November 2015, Vol. 242, No. 11

Features

Natural Gas Market Dynamics in the Northeast

Scott LaShelle, Executive VP for Gas Operations, Great Eastern Energy

Natural gas markets have gone topsy-turvy. Until recently, prices around the country were generally pretty similar, with gas costing a bit more in the Northeast, far from where it was produced on the Gulf of Mexico coast. But that reality has changed dramatically in the last few years.

Flipping the historical dynamic, a deluge of gas produced in the Marcellus Shale region – responsible for over 20% of national production as of late spring, up from virtually zero in 2010 – has made gas prices in its backyard (western Pennsylvania and its environs) much cheaper than in some other parts of the country, such as the Midwest, Far West and Mid-Atlantic.

The other repercussion of exploding production in the Marcellus is price uncertainty. As shale gas production continues to expand, no one knows precisely how the tug-of-war between supply and demand will play out.

Will burgeoning supply keep gas cheap? U.S. shale gas production has risen from 33 to 42 Bcf/d in just 18 months and is now responsible for almost 60% of all U.S. natural gas production. Or will cheaper gas drive up local consumption in the Northeast and nearby Rust Belt, and tempt shippers with opportunities to pipe it away and profitably sell the gas outside the region, making prices rise?

With gas prices at rock-bottom in the Marcellus, there is evidence that shipment west (for example, through the Rockies Express pipeline east of Chicago) and south (through the Columbia TCO pipeline) to Henry Hub and the upper south, as well as underground storage, are on the rise as sellers seek more expensive markets outside the Northeast and wait for the coming winter.

Additionally, there has been a renaissance in the U.S. petrochemical sector, a source of new demand. Chemical manufacturers making plastics and fertilizer are guzzling large quantities of cheap gas – though no one knows quite how much – because some producers use their own gas onsite and report only what they ship out by pipeline.

This complex web of supply-and-demand factors means that no one knows for sure which way prices will turn. Layered on top of this is the ultimate uncertainty: weather. Always hard to predict, doubts remain whether cool temperatures – and consequent lower gas consumption needed to power air conditioning – will persist this summer, as the National Weather Service (NWS) has predicted.

A cool summer and mild winter are expected as the current El Nino picks up speed. But weather is fickle and unpredictable. While some weather and industry experts have been expecting otherwise, so far the NWS has been vindicated: the Fourth of July weekend was 9 degrees Fahrenheit cooler than average in New York and Boston, leading daily-market prices to tumble to less than one dollar per million Btu.

These spot prices hit record lows at the Algonquin Citygate location outside Boston and also in New York, roughly one-third of the going rate nationally and the monthly NYMEX levels. Consequently, recent natural gas prices in the Tri-State and New England area have, at a bit below $2.50/MMBtu, been 35-50% below last summer’s and roughly 15% below the national average.

But will the trend persist? Will the weather stay cool and will gas producers and shippers keep the spigots wide open in the Northeast? Time will tell. In the meantime, customers are enjoying their lower bills.

Scott LaShelle is co-manager of Freepoint Commodities’ East Gas business and the newest member of Great Eastern Energy’s executive board. He earned a bachelor’s degree in foreign service from Georgetown University.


● **WORK ITEM**: For each line of the material below, give that line again word for word.

------ SUPPLIED ENTRIES ------

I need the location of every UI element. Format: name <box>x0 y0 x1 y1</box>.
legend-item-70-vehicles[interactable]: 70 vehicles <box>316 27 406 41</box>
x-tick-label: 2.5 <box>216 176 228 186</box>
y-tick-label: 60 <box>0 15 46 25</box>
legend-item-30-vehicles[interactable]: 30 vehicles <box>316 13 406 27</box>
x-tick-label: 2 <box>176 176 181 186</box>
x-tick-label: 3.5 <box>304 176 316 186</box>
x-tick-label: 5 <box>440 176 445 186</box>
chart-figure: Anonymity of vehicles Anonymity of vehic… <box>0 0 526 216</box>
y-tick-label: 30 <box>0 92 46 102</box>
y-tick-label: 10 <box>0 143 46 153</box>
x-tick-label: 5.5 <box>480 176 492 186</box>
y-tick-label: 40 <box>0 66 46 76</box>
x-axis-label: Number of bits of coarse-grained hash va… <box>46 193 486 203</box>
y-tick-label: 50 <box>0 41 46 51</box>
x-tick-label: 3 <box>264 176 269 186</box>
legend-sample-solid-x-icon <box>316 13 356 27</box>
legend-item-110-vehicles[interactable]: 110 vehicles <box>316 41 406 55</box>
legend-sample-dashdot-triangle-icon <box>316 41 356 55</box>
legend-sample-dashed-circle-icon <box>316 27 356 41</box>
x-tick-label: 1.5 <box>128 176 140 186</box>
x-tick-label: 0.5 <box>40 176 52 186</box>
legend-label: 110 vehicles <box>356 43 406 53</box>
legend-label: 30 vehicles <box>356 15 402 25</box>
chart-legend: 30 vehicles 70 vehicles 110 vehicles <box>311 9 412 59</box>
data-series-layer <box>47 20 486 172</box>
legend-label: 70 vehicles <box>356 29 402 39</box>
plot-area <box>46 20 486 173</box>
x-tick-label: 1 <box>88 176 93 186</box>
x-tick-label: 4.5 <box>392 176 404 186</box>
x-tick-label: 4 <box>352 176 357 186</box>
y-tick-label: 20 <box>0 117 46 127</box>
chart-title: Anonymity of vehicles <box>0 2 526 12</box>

------

● **EXERCISE RESPONSE**:
I need the location of every UI element. Format: name <box>x0 y0 x1 y1</box>.
legend-item-70-vehicles[interactable]: 70 vehicles <box>316 27 406 41</box>
x-tick-label: 2.5 <box>216 176 228 186</box>
y-tick-label: 60 <box>0 15 46 25</box>
legend-item-30-vehicles[interactable]: 30 vehicles <box>316 13 406 27</box>
x-tick-label: 2 <box>176 176 181 186</box>
x-tick-label: 3.5 <box>304 176 316 186</box>
x-tick-label: 5 <box>440 176 445 186</box>
chart-figure: Anonymity of vehicles Anonymity of vehic… <box>0 0 526 216</box>
y-tick-label: 30 <box>0 92 46 102</box>
y-tick-label: 10 <box>0 143 46 153</box>
x-tick-label: 5.5 <box>480 176 492 186</box>
y-tick-label: 40 <box>0 66 46 76</box>
x-axis-label: Number of bits of coarse-grained hash va… <box>46 193 486 203</box>
y-tick-label: 50 <box>0 41 46 51</box>
x-tick-label: 3 <box>264 176 269 186</box>
legend-sample-solid-x-icon <box>316 13 356 27</box>
legend-item-110-vehicles[interactable]: 110 vehicles <box>316 41 406 55</box>
legend-sample-dashdot-triangle-icon <box>316 41 356 55</box>
legend-sample-dashed-circle-icon <box>316 27 356 41</box>
x-tick-label: 1.5 <box>128 176 140 186</box>
x-tick-label: 0.5 <box>40 176 52 186</box>
legend-label: 110 vehicles <box>356 43 406 53</box>
legend-label: 30 vehicles <box>356 15 402 25</box>
chart-legend: 30 vehicles 70 vehicles 110 vehicles <box>311 9 412 59</box>
data-series-layer <box>47 20 486 172</box>
legend-label: 70 vehicles <box>356 29 402 39</box>
plot-area <box>46 20 486 173</box>
x-tick-label: 1 <box>88 176 93 186</box>
x-tick-label: 4.5 <box>392 176 404 186</box>
x-tick-label: 4 <box>352 176 357 186</box>
y-tick-label: 20 <box>0 117 46 127</box>
chart-title: Anonymity of vehicles <box>0 2 526 12</box>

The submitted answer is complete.